The incorporation of Nicaraguan migrants in Costa Rica’s welfare arrangements is polemic, especially because the country’s ‘exceptional’ social policy regime and its flagship healthcare institution are under (financial) pressure, and the principle of universalism is in erosion. In this context, this research analyses the ways in which migration and social policy interact, and migrants’ access to social services, specifically healthcare. It constitutes an important empirical contribution to a public policy debate in the country centred around the idea that Costa Rican health services constitute a welfare magnet for Nicaraguan migration, through which the legitimacy of their claim to health services is questioned. It is argued, however, that there is little empirical foundation for this idea.
At the same time, it speaks to larger debates on social exclusion and universalism. It discusses institutional processes of exclusion, in the form of restrictive state reactions to migrant inclusion in the context of the social security crisis. Despite acknowledgement of human rights frameworks, the state finds inventive ways to circumvent these and restricts migrants’ access to healthcare by giving a central role to healthcare institutions in (internal) migration management. This research then argues that such state reactions correlate to negative perceptions of migration, migrant incidence and the legitimacy of migrant healthcare demands of officials of crucial institutions for migrant inclusion. However, such perceptions are not backed by empirical data.
Finally, the research strongly argues the need to go beyond the recognition of formal social rights and look at the extent and ways in which migrants actually access social services. Based on focus group discussion with migrants and primary survey data, this document contains an elaborate discussion of the factors that determine mi-grants’ access to public health insurance, health services and medicine. The findings suggest that regularization is a necessary, but insufficient, condition for social integration, thereby questioning the state’s limited understanding of integration, which focuses exclusively on the regularization of ‘illegal’ migrants. More importantly, however, it shows that universalism in social policy does not apply equally to nationals and migrants, and is in fact, stratified.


### Assignment
Please reproduce the entries that follow without a single difference.

========

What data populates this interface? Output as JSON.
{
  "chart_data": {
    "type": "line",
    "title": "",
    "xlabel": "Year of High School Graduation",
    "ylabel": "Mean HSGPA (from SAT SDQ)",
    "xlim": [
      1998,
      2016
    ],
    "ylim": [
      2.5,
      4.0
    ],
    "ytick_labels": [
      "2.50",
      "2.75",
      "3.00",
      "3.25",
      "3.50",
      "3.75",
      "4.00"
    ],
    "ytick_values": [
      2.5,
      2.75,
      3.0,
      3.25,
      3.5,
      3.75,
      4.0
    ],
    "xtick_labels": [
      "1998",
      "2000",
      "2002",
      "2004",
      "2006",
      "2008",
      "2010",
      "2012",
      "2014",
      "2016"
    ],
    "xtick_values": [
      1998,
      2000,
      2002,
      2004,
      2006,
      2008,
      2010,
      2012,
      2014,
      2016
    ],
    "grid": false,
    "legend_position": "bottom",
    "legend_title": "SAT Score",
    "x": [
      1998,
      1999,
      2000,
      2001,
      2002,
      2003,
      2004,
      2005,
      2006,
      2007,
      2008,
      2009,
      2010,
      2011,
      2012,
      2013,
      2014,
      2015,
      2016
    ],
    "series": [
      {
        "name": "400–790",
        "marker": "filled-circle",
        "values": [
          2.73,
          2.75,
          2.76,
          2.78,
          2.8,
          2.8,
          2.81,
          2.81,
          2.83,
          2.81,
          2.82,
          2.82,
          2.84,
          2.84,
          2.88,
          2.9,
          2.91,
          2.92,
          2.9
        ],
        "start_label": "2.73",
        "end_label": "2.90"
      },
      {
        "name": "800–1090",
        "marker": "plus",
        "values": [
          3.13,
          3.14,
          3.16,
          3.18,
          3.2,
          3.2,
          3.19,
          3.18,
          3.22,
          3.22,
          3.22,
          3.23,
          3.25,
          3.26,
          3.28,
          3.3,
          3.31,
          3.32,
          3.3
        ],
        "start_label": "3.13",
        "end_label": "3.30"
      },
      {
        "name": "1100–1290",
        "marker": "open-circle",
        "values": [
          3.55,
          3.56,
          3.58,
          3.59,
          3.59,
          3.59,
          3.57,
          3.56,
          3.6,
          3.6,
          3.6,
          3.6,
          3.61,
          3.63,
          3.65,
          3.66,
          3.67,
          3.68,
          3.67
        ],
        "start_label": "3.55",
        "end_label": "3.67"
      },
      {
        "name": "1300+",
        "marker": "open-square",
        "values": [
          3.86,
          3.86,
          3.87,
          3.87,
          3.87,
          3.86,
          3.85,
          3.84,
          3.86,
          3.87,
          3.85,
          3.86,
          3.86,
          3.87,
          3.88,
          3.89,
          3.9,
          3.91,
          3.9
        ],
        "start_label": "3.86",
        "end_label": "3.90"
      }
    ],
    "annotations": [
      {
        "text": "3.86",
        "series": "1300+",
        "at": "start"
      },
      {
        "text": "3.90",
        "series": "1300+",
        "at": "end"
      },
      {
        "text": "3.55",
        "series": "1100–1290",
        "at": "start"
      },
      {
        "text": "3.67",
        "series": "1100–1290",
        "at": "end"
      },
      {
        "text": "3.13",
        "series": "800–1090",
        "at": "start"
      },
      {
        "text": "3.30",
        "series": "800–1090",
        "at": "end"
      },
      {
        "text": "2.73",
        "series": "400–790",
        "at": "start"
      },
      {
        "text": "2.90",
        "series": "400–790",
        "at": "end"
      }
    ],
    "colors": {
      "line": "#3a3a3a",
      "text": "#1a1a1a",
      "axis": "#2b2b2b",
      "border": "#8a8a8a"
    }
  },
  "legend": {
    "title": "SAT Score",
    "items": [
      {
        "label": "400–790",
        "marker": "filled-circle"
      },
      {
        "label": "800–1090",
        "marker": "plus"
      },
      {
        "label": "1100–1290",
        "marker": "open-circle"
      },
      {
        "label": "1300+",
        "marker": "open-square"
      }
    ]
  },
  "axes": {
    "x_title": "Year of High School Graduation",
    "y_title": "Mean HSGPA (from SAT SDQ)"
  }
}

========

### Task response
What data populates this interface? Output as JSON.
{
  "chart_data": {
    "type": "line",
    "title": "",
    "xlabel": "Year of High School Graduation",
    "ylabel": "Mean HSGPA (from SAT SDQ)",
    "xlim": [
      1998,
      2016
    ],
    "ylim": [
      2.5,
      4.0
    ],
    "ytick_labels": [
      "2.50",
      "2.75",
      "3.00",
      "3.25",
      "3.50",
      "3.75",
      "4.00"
    ],
    "ytick_values": [
      2.5,
      2.75,
      3.0,
      3.25,
      3.5,
      3.75,
      4.0
    ],
    "xtick_labels": [
      "1998",
      "2000",
      "2002",
      "2004",
      "2006",
      "2008",
      "2010",
      "2012",
      "2014",
      "2016"
    ],
    "xtick_values": [
      1998,
      2000,
      2002,
      2004,
      2006,
      2008,
      2010,
      2012,
      2014,
      2016
    ],
    "grid": false,
    "legend_position": "bottom",
    "legend_title": "SAT Score",
    "x": [
      1998,
      1999,
      2000,
      2001,
      2002,
      2003,
      2004,
      2005,
      2006,
      2007,
      2008,
      2009,
      2010,
      2011,
      2012,
      2013,
      2014,
      2015,
      2016
    ],
    "series": [
      {
        "name": "400–790",
        "marker": "filled-circle",
        "values": [
          2.73,
          2.75,
          2.76,
          2.78,
          2.8,
          2.8,
          2.81,
          2.81,
          2.83,
          2.81,
          2.82,
          2.82,
          2.84,
          2.84,
          2.88,
          2.9,
          2.91,
          2.92,
          2.9
        ],
        "start_label": "2.73",
        "end_label": "2.90"
      },
      {
        "name": "800–1090",
        "marker": "plus",
        "values": [
          3.13,
          3.14,
          3.16,
          3.18,
          3.2,
          3.2,
          3.19,
          3.18,
          3.22,
          3.22,
          3.22,
          3.23,
          3.25,
          3.26,
          3.28,
          3.3,
          3.31,
          3.32,
          3.3
        ],
        "start_label": "3.13",
        "end_label": "3.30"
      },
      {
        "name": "1100–1290",
        "marker": "open-circle",
        "values": [
          3.55,
          3.56,
          3.58,
          3.59,
          3.59,
          3.59,
          3.57,
          3.56,
          3.6,
          3.6,
          3.6,
          3.6,
          3.61,
          3.63,
          3.65,
          3.66,
          3.67,
          3.68,
          3.67
        ],
        "start_label": "3.55",
        "end_label": "3.67"
      },
      {
        "name": "1300+",
        "marker": "open-square",
        "values": [
          3.86,
          3.86,
          3.87,
          3.87,
          3.87,
          3.86,
          3.85,
          3.84,
          3.86,
          3.87,
          3.85,
          3.86,
          3.86,
          3.87,
          3.88,
          3.89,
          3.9,
          3.91,
          3.9
        ],
        "start_label": "3.86",
        "end_label": "3.90"
      }
    ],
    "annotations": [
      {
        "text": "3.86",
        "series": "1300+",
        "at": "start"
      },
      {
        "text": "3.90",
        "series": "1300+",
        "at": "end"
      },
      {
        "text": "3.55",
        "series": "1100–1290",
        "at": "start"
      },
      {
        "text": "3.67",
        "series": "1100–1290",
        "at": "end"
      },
      {
        "text": "3.13",
        "series": "800–1090",
        "at": "start"
      },
      {
        "text": "3.30",
        "series": "800–1090",
        "at": "end"
      },
      {
        "text": "2.73",
        "series": "400–790",
        "at": "start"
      },
      {
        "text": "2.90",
        "series": "400–790",
        "at": "end"
      }
    ],
    "colors": {
      "line": "#3a3a3a",
      "text": "#1a1a1a",
      "axis": "#2b2b2b",
      "border": "#8a8a8a"
    }
  },
  "legend": {
    "title": "SAT Score",
    "items": [
      {
        "label": "400–790",
        "marker": "filled-circle"
      },
      {
        "label": "800–1090",
        "marker": "plus"
      },
      {
        "label": "1100–1290",
        "marker": "open-circle"
      },
      {
        "label": "1300+",
        "marker": "open-square"
      }
    ]
  },
  "axes": {
    "x_title": "Year of High School Graduation",
    "y_title": "Mean HSGPA (from SAT SDQ)"
  }
}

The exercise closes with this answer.